(Data to examine begins)

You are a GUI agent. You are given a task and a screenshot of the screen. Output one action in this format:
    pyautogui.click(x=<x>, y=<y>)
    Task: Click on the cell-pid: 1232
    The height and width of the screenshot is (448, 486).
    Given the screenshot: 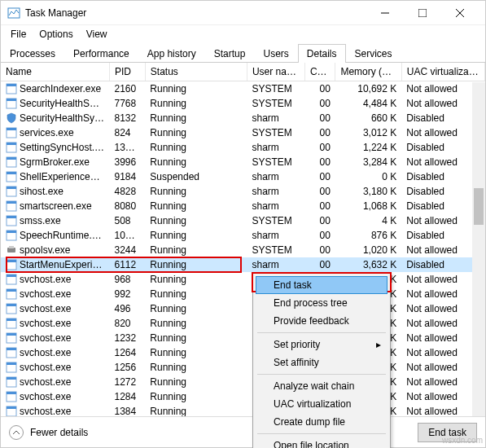 What is the action you would take?
    pyautogui.click(x=128, y=338)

(Data to examine ends)

What you should do: Write out a verbatim copy of the data, beginning with its first line and ending with the line that contains "The height and".

Answer space:
You are a GUI agent. You are given a task and a screenshot of the screen. Output one action in this format:
    pyautogui.click(x=<x>, y=<y>)
    Task: Click on the cell-pid: 1232
    The height and width of the screenshot is (448, 486).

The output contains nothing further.